Postby Evropi » 09 Dec 2012, 00:28

Ah, I just noticed the 'MMO' part... not sure about this.

Actually, anyone that says that hasn't played a good realistic shooter like H&D2 :P. Operation Mountain King is probably my favourite mission, but that's well into the game. It's an example of truly great experiences in games.

Also, MMOs are shitty with regards to that. I'm a big fan of roguelikes and I'll just quote the creator of Dwarf Fortress, Tarn Adams, via this NYT article who skillfully explains why (hybrid) roguelikes are the best genre in the universe:

Shared projects like Boatmurdered mark the extent to which Tarn accommodates multiplayer participation. Massive multiplayer online games have been a lucrative industry trend for years, but Tarn disdains M.M.O.’s. To him, they replace the deep pleasures of imaginative game design with the novelty of community and are invariably oriented toward mass, lowest-common-denominator appeal. “Half the people I met were 12-year-olds yelling homophobic slurs,” he says.

[. . .]

Tarn sees his work in stridently ethical terms. He calls games like Angry Birds or Bejeweled, which ensnare players in addictive loops of frustration and gratification under the pretense that skill is required to win, “abusive” — a common diagnosis among those who get hooked on the games, but a surprising one from a game designer, ostensibly charged with doing the hooking. “Many popular games tap into something in a person that is compulsive, like hoarding,” he said, “the need to make progress with points or collect things. You sit there saying yeah-yeah-yeah and then you wake up and say, What the hell was I doing? You can call that kind of game fun, but only if you call compulsive gambling fun.” He added: “I used to value the ability to turn the user into your slave. I don’t anymore.”
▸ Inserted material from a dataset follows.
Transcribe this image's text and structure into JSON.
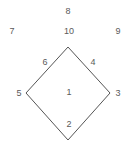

That's why a well-designed game can be short and yet still incredibly fun. One way is to include a great narrative or branching gameplay that is constantly tense - no grinding involved. That's why I feel H&D2 is the greatest non-arena shooter ever made. And if you think it's boring, you're way wrong; OFP is boring, sure, it makes you drive between places, which, although it allows you a lot of freedom in choosing how you enter or thinking about your strategy (which really does matter in the original OFP), just isn't that cool if you die over and over again. H&D2 also has very big maps (depending on the map, there are some rather compact ones), but you're always in a tense state and always on the lookout. It's an awesome game. As dirty as I feel about this - if you can't find it in a store, pirate it. It's worth it. We still lack an open source clone of a realistic shooter or even an unrealistic slower-paced one like Counter Strike or Battlefield.
You just wasted 3 seconds of your life reading this.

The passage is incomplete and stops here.